The theory of parsing is an important application area of the
theory of formal languages and automata. The evolution of modem
high-level programming languages created a need for a general and
theoretically dean methodology for writing compilers for these
languages. It was perceived that the compilation process had to be
"syntax-directed," that is, the functioning of a programming
language compiler had to be defined completely by the underlying
formal syntax of the language. A program text to be compiled is
"parsed" according to the syntax of the language, and the object
code for the program is generated according to the semantics
attached to the parsed syntactic entities. Context-free grammars
were soon found to be the most convenient formalism for describing
the syntax of programming languages, and accordingly methods for
parsing context-free languages were devel oped.
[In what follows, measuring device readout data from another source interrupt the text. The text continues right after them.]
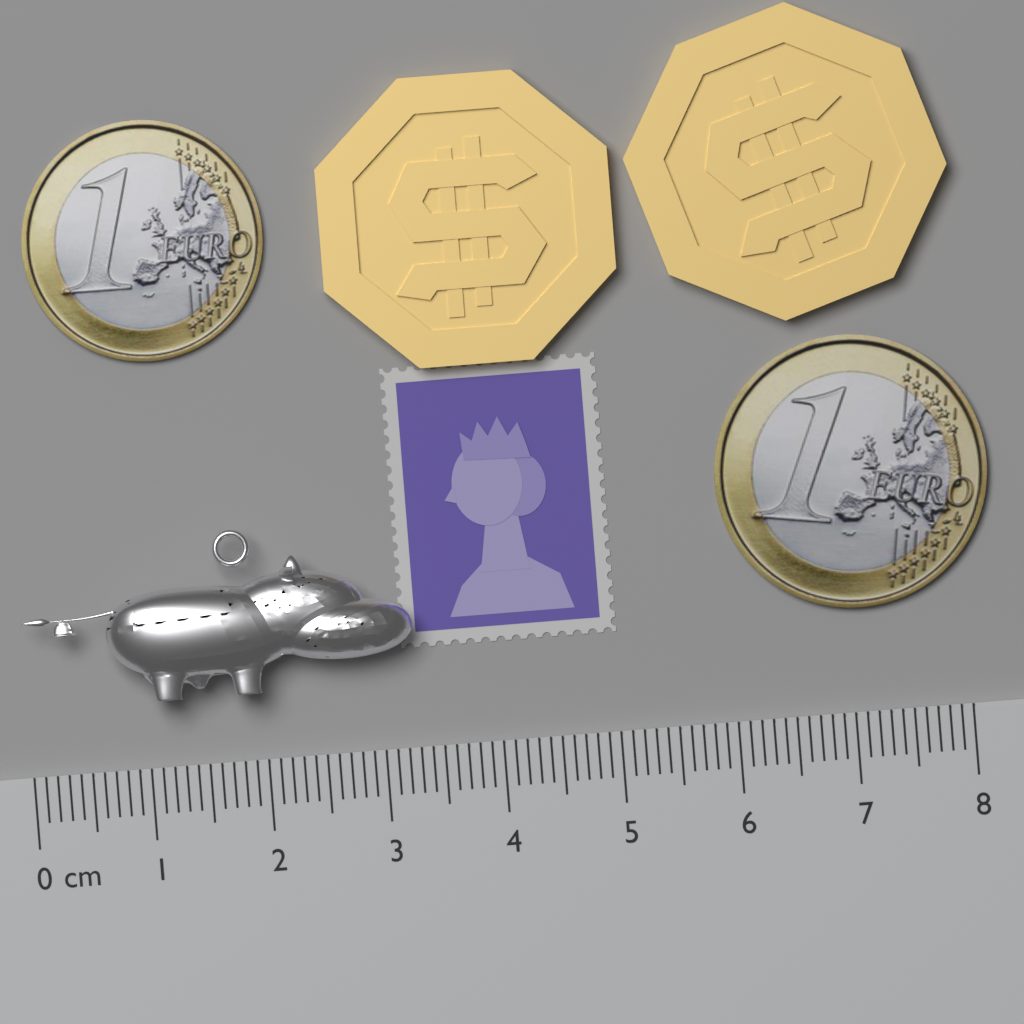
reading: 3.3 cm
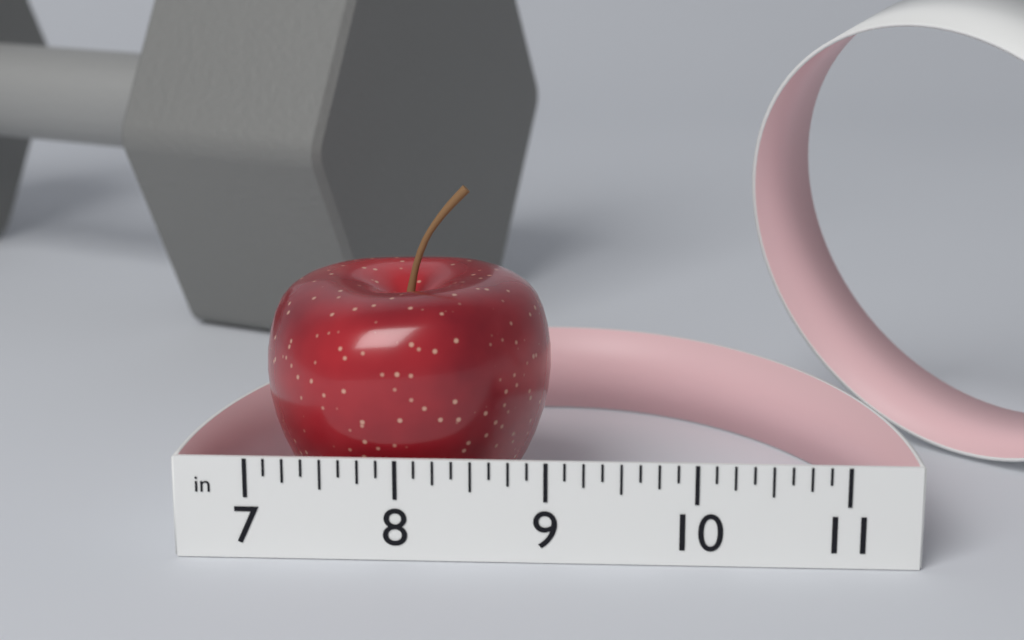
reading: 9.000 in
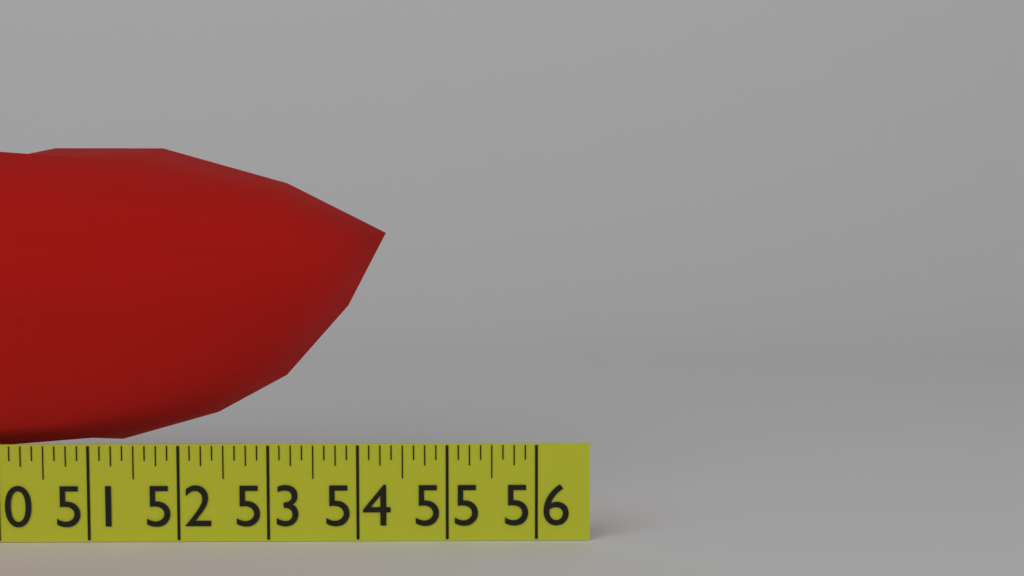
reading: 54.250 in
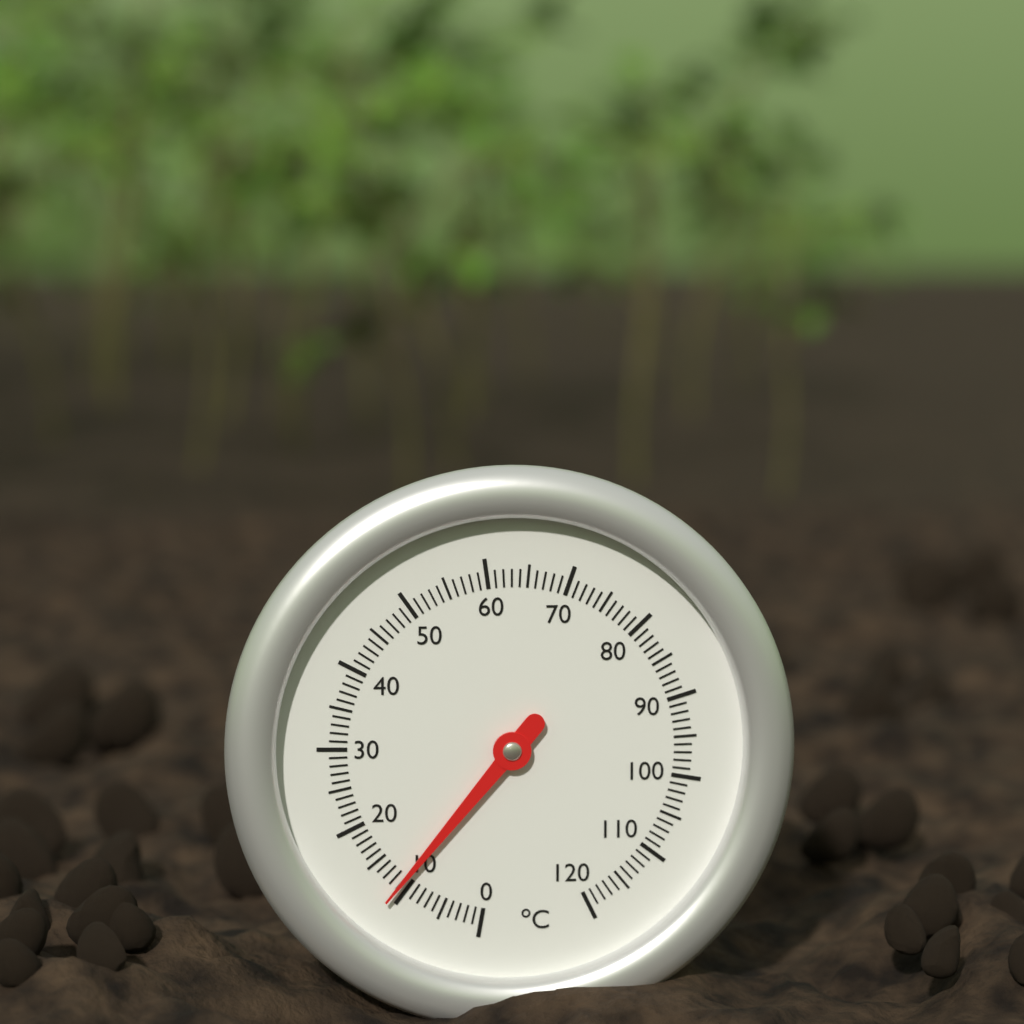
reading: 11 °C
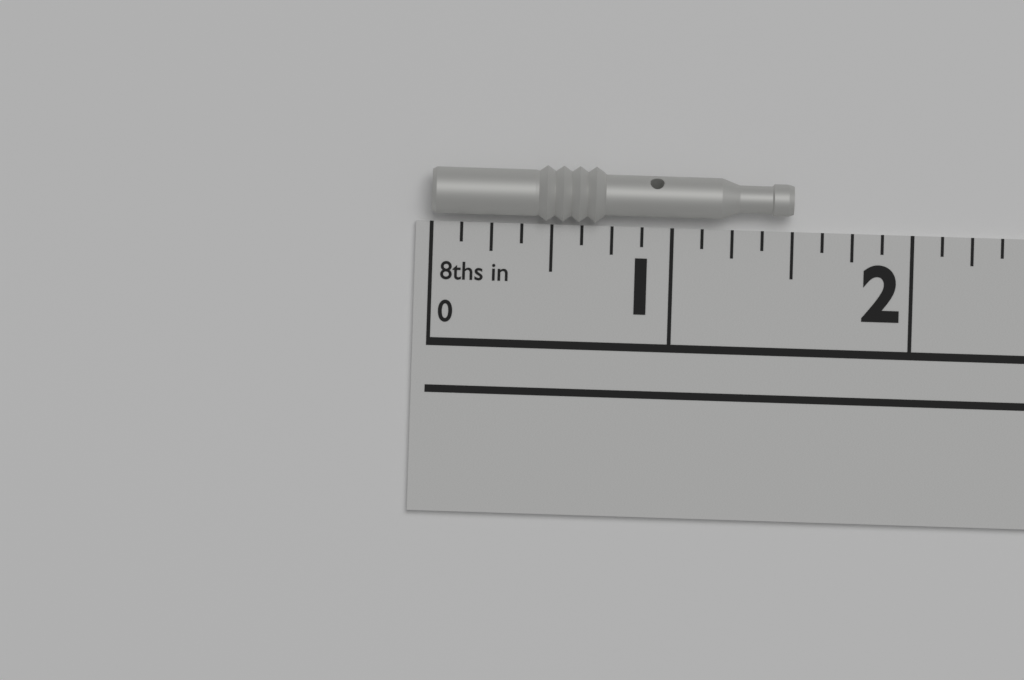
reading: 1.500 in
Practical
considerations led to the definition of various kinds of restricted
context-free grammars that are parsable by means of efficient
deterministic linear-time algorithms."
The theory of parsing is an important application area of the
theory of formal languages and automata. The evolution of modem
high-level programming languages created a need for a general and
theoretically dean methodology for writing compilers for these
languages. It was perceived that the compilation process had to be
"syntax-directed", that is, the functioning of a programming
language compiler had to be defined completely by the underlying
formal syntax of the language. A program text to be compiled is
"parsed" according to the syntax of the language, and the object
code for the program is generated according to the semantics
attached to the parsed syntactic entities. Context-free grammars
were soon found to be the most convenient formalism for describing
the syntax of programming languages, and accordingly methods for
parsing context-free languages were devel oped. Practical
considerations led to the definition of various kinds of restricted
context-free grammars that are parsable by means of efficient
deterministic linear-time algorithms.
This work is Volume II of a two-volume monograph on the theory of
deterministic parsing of context-free grammars. Volume I,
"Languages and Parsing" (Chapters 1 to 5), was an introduction to
the basic concepts of formal language theory and context-free
parsing. Volume II (Chapters 6 to 10) contains a thorough treat
ment of the theory of the two most important deterministic parsing
methods: LR(k) and LL(k) parsing. Volume II is a continuation of
Volume I; together these two volumes form an integrated work, with
chapters, theorems, lemmas, etc. numbered consecutively. Volume II
begins with Chapter 6 in which the classical con structions
pertaining to LR(k) parsing are presented. These include the
canonical LR(k) parser, and its reduced variants such as the
LALR(k) parser and the SLR(k) parser. The grammarclasses for which
these parsers are deterministic are called LR(k) grammars, LALR(k)
grammars and SLR(k) grammars; properties of these grammars are also
investigated in Chapter 6. A great deal of attention is paid to the
rigorous development of the theory: detailed mathematical proofs
are provided for most of the results presented."